What happens when students put off buying textbooks?
Any seasoned instructor knows. They fall behind academically. What starts as a mostly economic issue quickly becomes an academic issue. Then, when they fail or withdraw, they may lose financial aid eligibility for failing to maintain “satisfactory academic progress,” and the small financial issue that become a large academic issue becomes a larger financial issue. The snowball keeps rolling.
It doesn’t have to. What if textbooks were free?
“Free community college” would require major legal and financial changes, as well as some unusually farsighted political leadership. Free textbooks just require a little ingenuity. We can do this.
Open Educational Resources are free (or nearly free) alternatives to commercially produced instructional materials, such as textbooks or lab manuals. They’re often supported with foundation funding, with the goal of reducing economic barriers for students. Typically they’re in electronic form, though sometimes it’s possible to get hardcopy versions for only the cost of printing.
OER come in several flavors. My favorites are the ones that constantly update in a sort of crowdsourced, iterative process. Paper textbooks are stuck with the errors that were there when they went to press. Yes, they can do ‘errata’ sheets, but those have about as much impact as ‘corrections’ days later in the newspaper. Electronic resources are much easier to update or correct effectively. And because they’re born electronic, and with an explicit goal of accessibility, they tend to be accessible to students with disabilities from the outset. Accessible design beats retrofitting anytime.
I’ve seen and heard OER presented as a money-saver, and that’s true. But it rarely comes up in discussions of retention and improving student success. I think that’s a mistake.
Over the past few years, the quality and range of OER options have improved dramatically. For introductory level, high-enrollment classes, it’s often possible to find materials that compare favorably
with commercial textbooks. Given that textbooks often cost $200 apiece or more, the difference adds up over the course of a degree program. Tidewater Community College, in Virginia, has established an all-OER degree program in business administration; that tells me it can be done.
Devices are an issue. Any electronic resource has to be read on some sort of device. Most students have phones, but the screens are too small to lend themselves to extended or complicated material. (Just imagining trying to study a diagram of the nervous system on a phone screen makes me shudder.) Larger devices work better, but they aren’t cheap. Amortizing the cost over several semesters makes it better, but for a part-time or visiting student, it may come close to a financial wash. I’d love to hear from wise and worldly readers at community colleges who have found fair and effective ways around the device question.
Still, I can’t help but think that the device issue is much more solvable than, say, the political opposition to free community college. And the payoff isn’t merely economic. Students who have class materials from day one are likelier to succeed academically than students who don’t. This is an economic issue, but it’s also a retention issue. And it’s one we can solve without waiting for the political winds to shift.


Work required: Pick every line out of the entries below that holds the string "ffffff", and report them.

BEGIN Materials provided

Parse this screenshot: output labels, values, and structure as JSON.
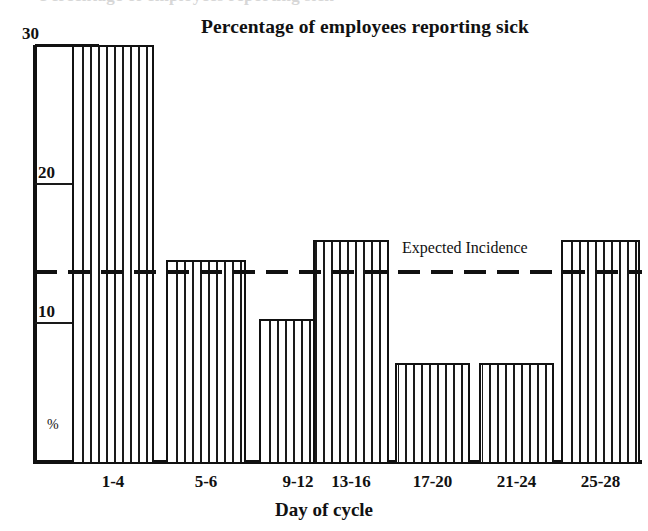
{
  "chart_data": {
    "type": "bar",
    "title": "Percentage of employees reporting sick",
    "xlabel": "Day of cycle",
    "ylabel": "%",
    "categories": [
      "1-4",
      "5-6",
      "9-12",
      "13-16",
      "17-20",
      "21-24",
      "25-28"
    ],
    "values": [
      30,
      14.5,
      10.3,
      16,
      7.1,
      7.1,
      16
    ],
    "ylim": [
      0,
      30
    ],
    "yticks": [
      10,
      20,
      30
    ],
    "ytick_labels": [
      "10",
      "20",
      "30"
    ],
    "grid": false,
    "legend": "none",
    "annotations": [
      {
        "name": "expected-incidence",
        "label": "Expected Incidence",
        "type": "horizontal-reference-line",
        "value": 14.5,
        "style": "dashed"
      }
    ],
    "bar_style": {
      "fill": "vertical-hatch",
      "outline_color": "#111111",
      "fill_color": "#ffffff",
      "hatch_color": "#1a1a1a"
    }
  },
  "page": {
    "cut_off_text_top": "Percentage of employees reporting sick"
  }
}
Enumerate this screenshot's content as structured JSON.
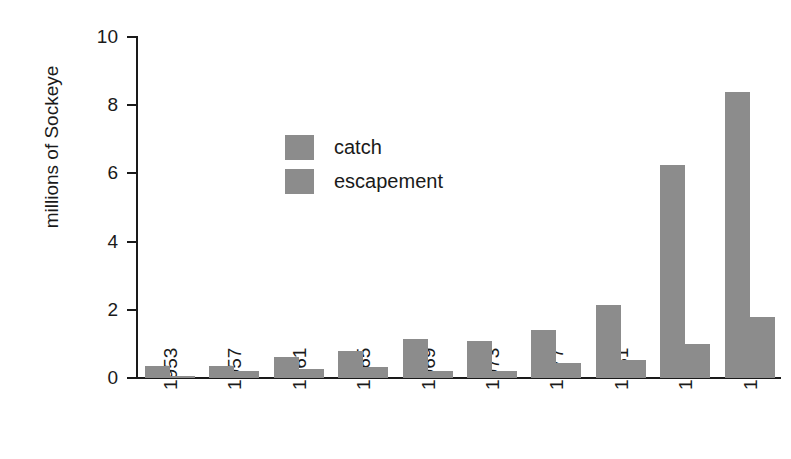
{
  "figure": {
    "faint_top_text": "",
    "background_color": "#ffffff",
    "bar_color": "#8c8c8c",
    "axis_color": "#1a1a1a"
  },
  "legend": {
    "position": "inside-upper-left",
    "entries": [
      {
        "label": "catch",
        "color": "#8c8c8c"
      },
      {
        "label": "escapement",
        "color": "#8c8c8c"
      }
    ]
  },
  "axes": {
    "ylabel": "millions of Sockeye",
    "xlabel": "",
    "yticks": [
      "0",
      "2",
      "4",
      "6",
      "8",
      "10"
    ],
    "xticks": [
      "1953",
      "1957",
      "1961",
      "1965",
      "1969",
      "1973",
      "1977",
      "1981",
      "1985",
      "1989"
    ]
  },
  "chart_data": {
    "type": "bar",
    "title": "",
    "xlabel": "",
    "ylabel": "millions of Sockeye",
    "categories": [
      "1953",
      "1957",
      "1961",
      "1965",
      "1969",
      "1973",
      "1977",
      "1981",
      "1985",
      "1989"
    ],
    "series": [
      {
        "name": "catch",
        "color": "#8c8c8c",
        "values": [
          0.35,
          0.35,
          0.62,
          0.78,
          1.15,
          1.08,
          1.42,
          2.15,
          6.25,
          8.4
        ]
      },
      {
        "name": "escapement",
        "color": "#8c8c8c",
        "values": [
          0.05,
          0.22,
          0.27,
          0.33,
          0.2,
          0.2,
          0.43,
          0.52,
          1.0,
          1.78
        ]
      }
    ],
    "ylim": [
      0,
      10
    ],
    "ytick_values": [
      0,
      2,
      4,
      6,
      8,
      10
    ],
    "grid": false,
    "legend_position": "upper left (inside plot)",
    "grouping": "grouped-pairs",
    "xtick_rotation": -90
  }
}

END Materials provided

Task solution:
      "fill_color": "#ffffff",
    "background_color": "#ffffff",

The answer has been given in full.